IPCC Troubleshooting

As in Call Manager, you can specify the level of traces that you want to enable but we will not cover this now. Let’s see the common issues.

Most of the times , issues are due of a mistake with the JTAPI. You can find easily the root cause with the Control Center as it will give you a status of the engine. Then with these status, you can see in which direction you have to go.

  • In-Service : Indicates a full operational mode (all CTI ports, CTI route points and associated applications are successfully initialized)
  • Initializing : Indicates that the subsystem is initializing the CTI route points, ports and associated applications
  • Partial Service : Indicates that the JTAPI subsystem was unable to initialize one or more CTI route points or ports. Most of the time, it is due to a misconfiguration, so check that route points/ports exist , are correctly configured and associated with the JTAPI on Call Manager
  • Out-Of-Service : Indicates that none of the CTI route points and ports were correctly initialized. It can occur for a number of reasons as follows:
    • JTAPI Provider on Call Manager down
    • No CTI ports or route points configured
    • Username/password incorrect
    • CRS is unable to resolve the Call Manager’s DNS name
    • No connectivity between the CRS and Call Manager

IPCC Dependencies

We have seen that IPCC is composed of a lot of elmentsĀ  but don’t forget that IPCC relies on other elements/subsystems as :

  • Cisco Media Termination (CMT) : It is used to configure CMT dialog groups (pools of channels) that handle prompt/response -based DTMF interactions with the callers
  • Core Real time Reporting (CRTR) : It provides information and statistics for contacts, sessions and applications
  • Database : allows connections between the CRS server and IPCC Databases and provide ODBC support
  • Email : allows the CRS engine to send mails
  • Enterprise server : transfers data required fro CAD pop-up
  • HTTP : allows the CRS engine to respond to http requests
  • MCRP ASR : allows scripts to use voice inputs in addition to DTMF inputs
  • MRCP TTS : provides text-to-speech
  • Resource Manager – Contact Manager (RmCm) : allows the monitoring of agents phones , routing/queuing of calls,control of agent states and management of historical reporting
  • Voice Browser : manages the voice browser available only with Nuance ASR activated
  • CRS Voip : allows remote recording and monitoring
  • JTAPI : ensures communication between the CRS engine and the Call Manager/ CTI Manager

CTI,TAPI and JTAPI

Computer Telephony Interface/Integration (CTI) provides a connection between telephone systems and computers and allows them to take advantage of computer processing when managing phone calls.

Telephony Application Programming Interface (TAPI) which was developped originally by Microsoft, and Java Telephony Application Programming Interface (JTAPI) can interact with Call Manager using CTI Communication via the CTI Manager.

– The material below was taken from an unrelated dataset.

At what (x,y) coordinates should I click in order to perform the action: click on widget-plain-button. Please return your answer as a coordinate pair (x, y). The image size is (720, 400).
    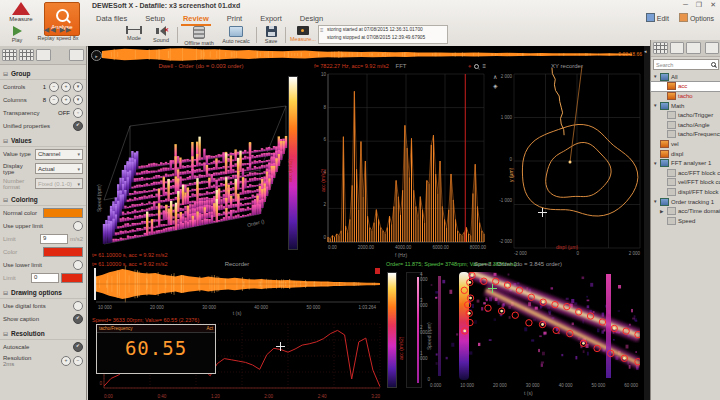
    Looking at the image, I should click on (44, 55).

Cisco Unity Express (CUE) also communicates with Call Manager using JTAPI and with CTI Quick Buffer Encoding (CTI-QBE) protocol.

Call Manager uses port TCP/2748 and TCP/2789 for CTI/JTAPI Communications.

CTI Manager interfaces with applications and communicates with Call Manager via SDL (System Distribution Layer) so it relies on the Cisco Database Layer Monitor Service. CTI Manager operates separately from Call Manager, and it is possible to have more than one CTI Manager active across the cluster but ONLY ONE instance on any given server !

So a JTAPI or TAPI application can connect to several CTI Manager at the same time but can use only one of those connections at a time.